Strategic Planning: Turning Vision Into Reality

by J Kendall Lott

Performing strategic planning is not the same thing as planning strategically. This is never clearer to me than in multi-day offsite brainstorming sessions with senior management teams. You’ve got all the tools for successful planning—a highly recommended consultant with a slew of best practice models, easels with big sticky pads, Post-It notes and colored markers, fruit and bagels, even Jenga for break time…what could go wrong? Yet, not long after defining your vision and Big Hairy Audacious Goal (BHAG), you find yourself asking, “What did we say we were going to do?”  

The Goal of Strategic Planning   

Too often the outcome of a strategic planning process is a three-to-five year plan that is one or all of the following:  

  • Too lofty  
  • Too complicated  
  • Not able to change organizational behavior  
  • Out of date within a few quarters  

Strategy is really about defining change. Management should leave a planning exercise with a common understanding of the change to be made and the sequence of steps necessary to make the change.

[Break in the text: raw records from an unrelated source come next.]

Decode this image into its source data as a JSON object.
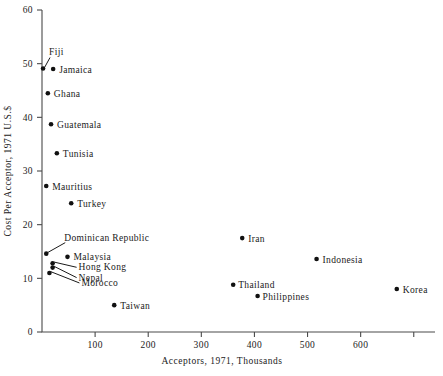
{
  "chart_data": {
    "type": "scatter",
    "title": "",
    "xlabel": "Acceptors, 1971, Thousands",
    "ylabel": "Cost Per Acceptor, 1971 U.S.$",
    "xlim": [
      0,
      740
    ],
    "ylim": [
      0,
      60
    ],
    "grid": false,
    "legend": "none",
    "xticks": [
      {
        "value": 100,
        "label": "100"
      },
      {
        "value": 200,
        "label": "200"
      },
      {
        "value": 300,
        "label": "300"
      },
      {
        "value": 400,
        "label": "400"
      },
      {
        "value": 500,
        "label": "500"
      },
      {
        "value": 600,
        "label": "600"
      },
      {
        "value": 700,
        "label": ""
      }
    ],
    "yticks": [
      {
        "value": 0,
        "label": "0"
      },
      {
        "value": 10,
        "label": "10"
      },
      {
        "value": 20,
        "label": "20"
      },
      {
        "value": 30,
        "label": "30"
      },
      {
        "value": 40,
        "label": "40"
      },
      {
        "value": 50,
        "label": "50"
      },
      {
        "value": 60,
        "label": "60"
      }
    ],
    "points": [
      {
        "name": "Fiji",
        "x": 2,
        "y": 49.1,
        "label": "Fiji",
        "label_dx": 6,
        "label_dy": -13,
        "anchor": "start",
        "leader": true
      },
      {
        "name": "Jamaica",
        "x": 21,
        "y": 49.0,
        "label": "Jamaica",
        "label_dx": 6,
        "label_dy": 3.5,
        "anchor": "start",
        "leader": false
      },
      {
        "name": "Ghana",
        "x": 11,
        "y": 44.5,
        "label": "Ghana",
        "label_dx": 6,
        "label_dy": 3.5,
        "anchor": "start",
        "leader": false
      },
      {
        "name": "Guatemala",
        "x": 17,
        "y": 38.7,
        "label": "Guatemala",
        "label_dx": 6,
        "label_dy": 3.5,
        "anchor": "start",
        "leader": false
      },
      {
        "name": "Tunisia",
        "x": 28,
        "y": 33.3,
        "label": "Tunisia",
        "label_dx": 6,
        "label_dy": 3.5,
        "anchor": "start",
        "leader": false
      },
      {
        "name": "Mauritius",
        "x": 8,
        "y": 27.2,
        "label": "Mauritius",
        "label_dx": 6,
        "label_dy": 3.5,
        "anchor": "start",
        "leader": false
      },
      {
        "name": "Turkey",
        "x": 55,
        "y": 24.0,
        "label": "Turkey",
        "label_dx": 6,
        "label_dy": 3.5,
        "anchor": "start",
        "leader": false
      },
      {
        "name": "Dominican Republic",
        "x": 8,
        "y": 14.6,
        "label": "Dominican Republic",
        "label_dx": 18,
        "label_dy": -13,
        "anchor": "start",
        "leader": true
      },
      {
        "name": "Malaysia",
        "x": 48,
        "y": 14.0,
        "label": "Malaysia",
        "label_dx": 6,
        "label_dy": 3.5,
        "anchor": "start",
        "leader": false
      },
      {
        "name": "Hong Kong",
        "x": 20,
        "y": 12.8,
        "label": "Hong Kong",
        "label_dx": 26,
        "label_dy": 7,
        "anchor": "start",
        "leader": true
      },
      {
        "name": "Nepal",
        "x": 20,
        "y": 12.0,
        "label": "Nepal",
        "label_dx": 26,
        "label_dy": 13,
        "anchor": "start",
        "leader": true
      },
      {
        "name": "Morocco",
        "x": 14,
        "y": 11.0,
        "label": "Morocco",
        "label_dx": 32,
        "label_dy": 13,
        "anchor": "start",
        "leader": true
      },
      {
        "name": "Taiwan",
        "x": 136,
        "y": 5.0,
        "label": "Taiwan",
        "label_dx": 6,
        "label_dy": 3.5,
        "anchor": "start",
        "leader": false
      },
      {
        "name": "Iran",
        "x": 377,
        "y": 17.5,
        "label": "Iran",
        "label_dx": 6,
        "label_dy": 3.5,
        "anchor": "start",
        "leader": false
      },
      {
        "name": "Indonesia",
        "x": 517,
        "y": 13.6,
        "label": "Indonesia",
        "label_dx": 6,
        "label_dy": 3.5,
        "anchor": "start",
        "leader": false
      },
      {
        "name": "Thailand",
        "x": 360,
        "y": 8.8,
        "label": "Thailand",
        "label_dx": 5,
        "label_dy": 3.5,
        "anchor": "start",
        "leader": false
      },
      {
        "name": "Philippines",
        "x": 406,
        "y": 6.7,
        "label": "Philippines",
        "label_dx": 5,
        "label_dy": 3.5,
        "anchor": "start",
        "leader": false
      },
      {
        "name": "Korea",
        "x": 668,
        "y": 8.0,
        "label": "Korea",
        "label_dx": 6,
        "label_dy": 3.5,
        "anchor": "start",
        "leader": false
      }
    ],
    "colors": {
      "marker": "#111111",
      "axis": "#4a4a4a",
      "text": "#1a1a1a",
      "background": "#ffffff"
    }
  }
}
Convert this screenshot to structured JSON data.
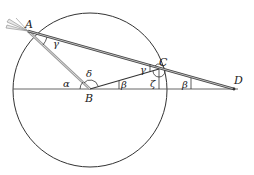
{
  "figure": {
    "type": "geometry-diagram",
    "circle": {
      "cx": 90,
      "cy": 90,
      "r": 77,
      "stroke": "#333333"
    },
    "baseline": {
      "x1": 13,
      "y1": 89,
      "x2": 240,
      "y2": 89,
      "stroke": "#555555"
    },
    "points": {
      "A": {
        "x": 28,
        "y": 31,
        "label": "A"
      },
      "B": {
        "x": 90,
        "y": 89,
        "label": "B"
      },
      "C": {
        "x": 159,
        "y": 69,
        "label": "C"
      },
      "D": {
        "x": 234,
        "y": 89,
        "label": "D"
      }
    },
    "angle_labels": {
      "alpha": "α",
      "delta": "δ",
      "gamma_at_A": "γ",
      "gamma_at_C": "γ",
      "beta_at_B": "β",
      "beta_at_D": "β",
      "zeta": "ζ"
    },
    "colors": {
      "line_dark": "#333333",
      "line_gray": "#9a9a9a",
      "line_light": "#cfcfcf"
    }
  }
}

The Strategy Process for Change

The key to a successful strategic planning process is to translate a desired direction into an actionable, executable plan, with a layered approach from visioning to interpretation, planning, and governance:  

  1. Strategic Direction – The Destination: Your definition of change, what needs to be different, as defined by management and subject matter experts.  
  1. Strategic Design – The Interpretation: The sequence of changes that must occur to reach the destination in the desired timeframe, as outlined by your executives and senior managers.  
  1. Strategic Planning – The Roadmap: The expectation of the work to be performed based on the timeframe, resources, dependencies, and organizational interactions, defined in collaboration with your senior and middle managers.  
  1. Strategic Governance – The Data Layer: A persistent feedback loop to review the progress and value of change with executive and senior management representatives to ensure expectations are being met.